Killer Angel: Chamberlain

Описание к видео Killer Angel: Chamberlain

This is the last of 13 mashups of clips from "Gettysburg" (1993) that attempt to capture the motives of major characters from the film and its source, Michael Shaara's novel The Killer Angels. To go to the first and those that follow in order, go to    • Killer Angel: Harrison (the Spy)  .

Meeting Joshua Lawrence Chamberlain as he made a speech to Maine mutineers, a thinking reader or viewer would believe he was there for the right reasons; here was someone to root for. It was tough audience, and one could sense Chamberlain's nerves as he began slowly, searching for the right words. But then, we're told, he began "to warm to it; the words were beginning to flow." Dismissing the reasons men had fought in previous wars, Chamberlain insisted "we're here for something new.... This hasn't happened much in the history of the world. We're an army going out to set other men free."
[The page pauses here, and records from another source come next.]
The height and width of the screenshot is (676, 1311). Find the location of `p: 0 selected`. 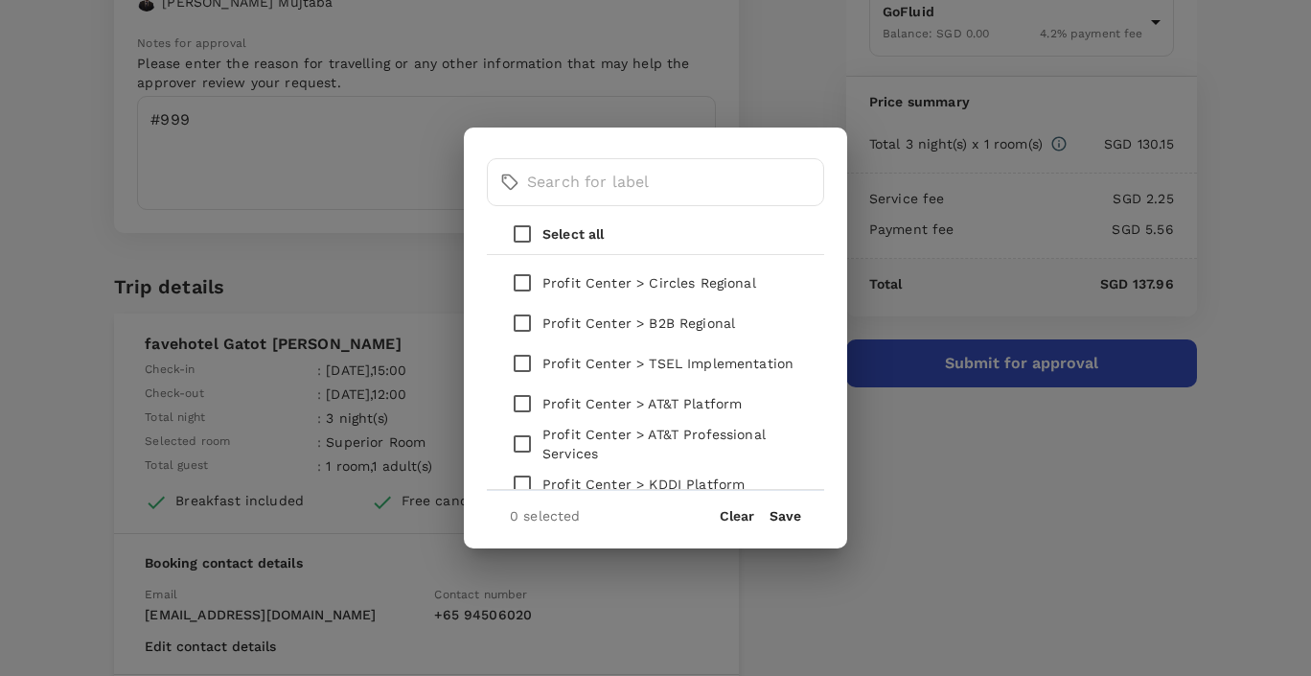

p: 0 selected is located at coordinates (545, 516).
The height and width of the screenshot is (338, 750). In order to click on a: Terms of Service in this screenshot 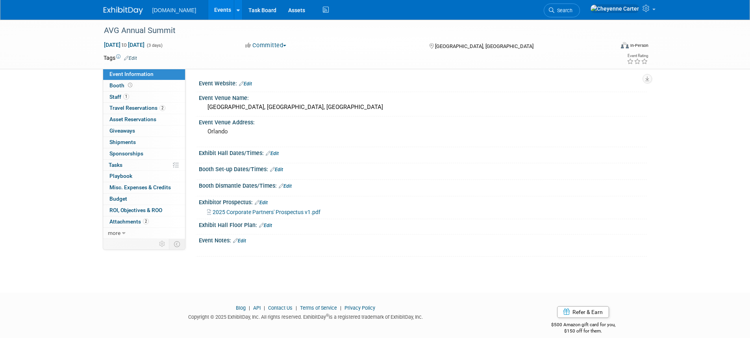, I will do `click(318, 308)`.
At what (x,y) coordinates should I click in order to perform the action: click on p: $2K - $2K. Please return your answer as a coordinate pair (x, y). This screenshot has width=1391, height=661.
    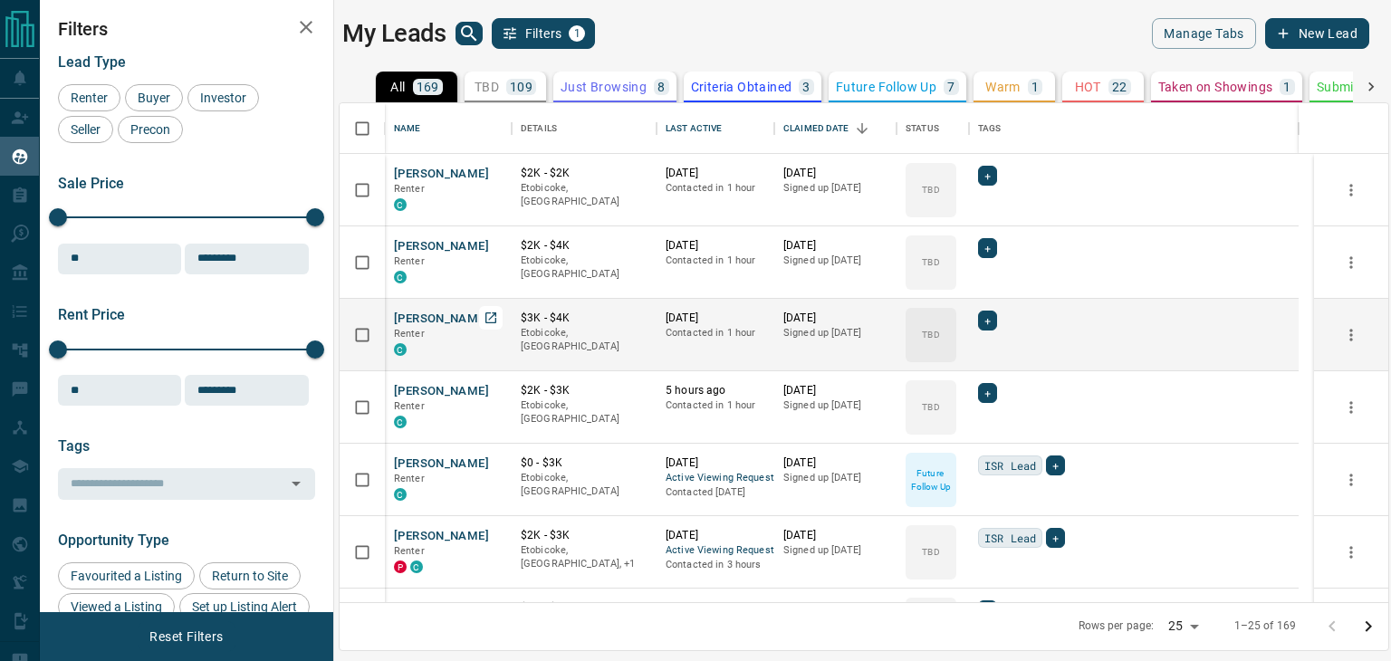
    Looking at the image, I should click on (584, 173).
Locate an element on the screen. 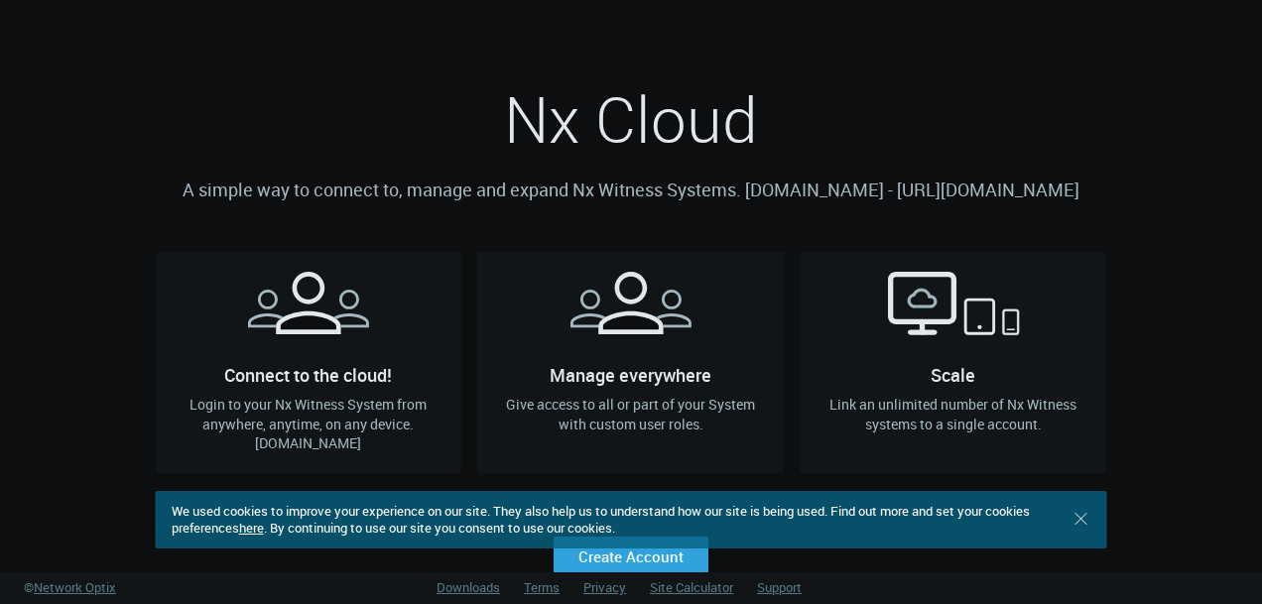 This screenshot has width=1262, height=604. a: Site Calculator is located at coordinates (692, 587).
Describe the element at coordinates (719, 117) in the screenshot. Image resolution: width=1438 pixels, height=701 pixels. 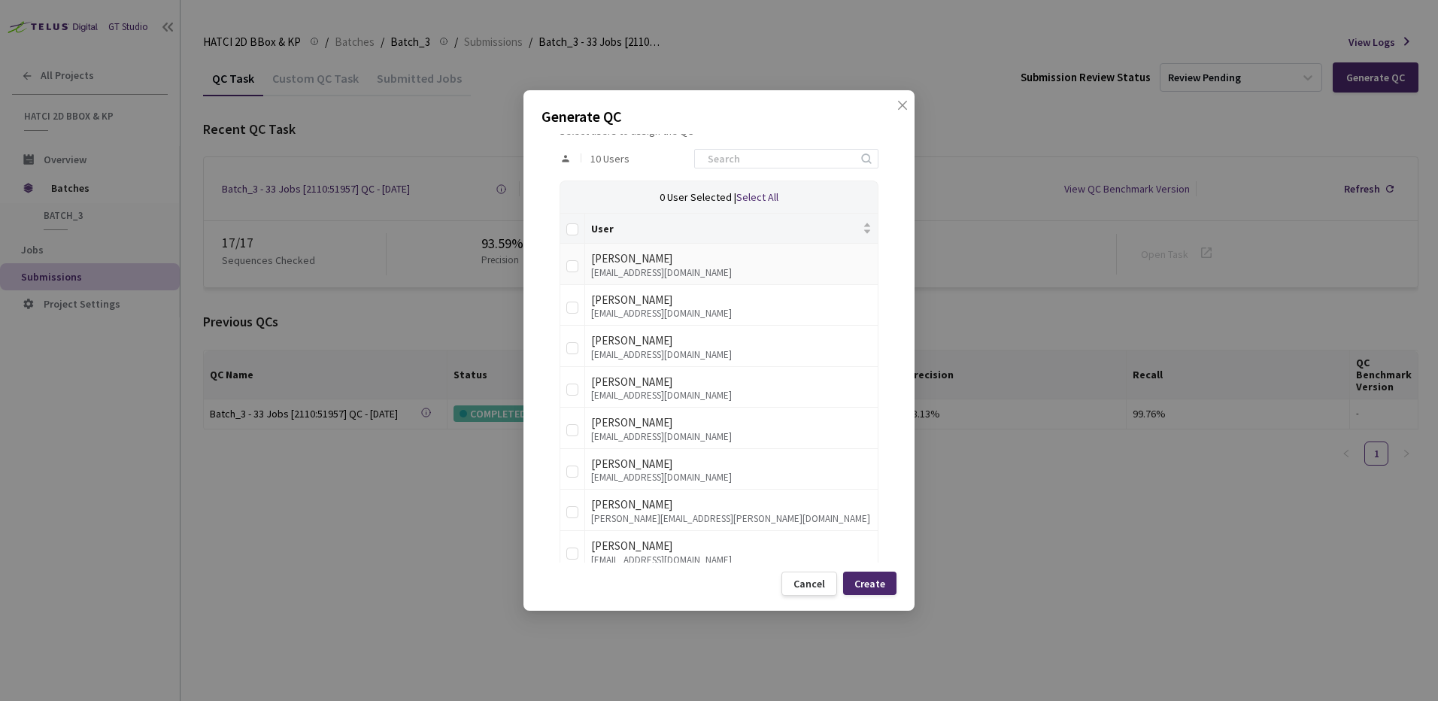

"My, Lawrence, you sure talk pretty," Tom Chamberlain told his big brother afterward. And it was true. But we should not forget what Chamberlain had done before the war: he was a Professor of Rhetoric - a Professor of Talking Pretty. We should not have been so impressed that he could make a nice speech. We should have taken seriously Chamberlain's own realization that the real challenge for him "was up the road a ways," where the whole Confederate army was converging on Gettysburg.

The most disappointing aspect of the film is the abbreviated encounter Chamberlain had with a "John Henry", a wounded Black found behind Union lines. In the film, the Colonel patted his arm, called for a surgeon to check his wound, and moved on. In the novel, however, Chamberlain was shaken by the revulsion he felt on looking at the man's "fat lips, brute jaw, red-veined eyeballs." He tried to rationalize his reaction as "instinctive. Any alien thing. And yet Chamberlain was ashamed; he had not known it was there. He thought: If I feel this way, even I, an educated man," might the reader - you or I - feel the same sense of doubt and shame if brought face to face with a challenge to our own most deeply held beliefs? "What if it is you who are wrong, after all?" Chamberlain asked of himself, and of us.

And if Chamberlain was having doubts here, how much deeper his doubts on realizing what he had done in the heat of battle. Ordered to defend the entire left flank of the Union Army, Chamberlain saw a gap in his line and ordered his brother to fill it, "like a warm bloody cork." Was it worth this? Chamberlain had no idea because, he admitted, "when the guns began firing he had ... completely ... forgotten the Cause." Out of ammunition as the enemy charged yet again, the Colonel found himself issuing unearthly screams to "Fix Bayonets!" and "Charge!" and down the hill we went with him, sharing his exhilaration: he had never been more alive than when he knew, any second, he might not be, and he couldn't wait to have this feeling again. And yet he knew that he, of all people, should not be enjoying this. He had become a killer angel.

Chamberlain told himself he would "have to come back to [Gettysburg] when the war [was] over. Maybe then [he would] understand it." But if Chamberlain, the idealist, was unsure, who could be certain? And this is the point of Michael Shaara's book, that this is the true tragedy of this war: those fighting and dying in it did not know if their sacrifice was worthy. Like Chamberlain, we should go back to this place four months later to see if Abraham Lincoln could help us find meaning in their sacrifice. And we should continuously ask if their descendants have been and remain worthy of their sacrifice.

The quotes are found on pages 31-33, 179-180, 363-365 in The Killer Angels.

When your instructor most recently visited Gettysburg, he and his companion hired a guide who took us to Little Round Top and confirmed in general terms the heroism of Chamberlain and the 20th Maine on Gettysburg's 2nd day, but he also pointed out that such heroic stands took place at many other sites and moments in the battle. The focus on Chamberlain's day at Little Round Top, our guide suggested, results in no small part from the eloquent Chamberlain's ceaseless self-promotion over the half century that followed the battle. His campaign culminated in the awarding of the Medal of Honor in 1893, and his image has been largely fixed by the account in this best-selling book and the film based on Shaara's novel.

You are not asked to withdraw the esteem you may have felt on learning Chamberlain's story in The Killer Angels or Gettysburg, but highly recommended is a short article on "Joshua L. Chamberlain and Civil War Memory" (http://werehistory.org/memory/), which offers a bit of balance to the account you have read and/or seen. The article also highlights the painful adjustment and postwar disappointments that Chamberlain, and many warriors, have faced in the aftermaths of their battles.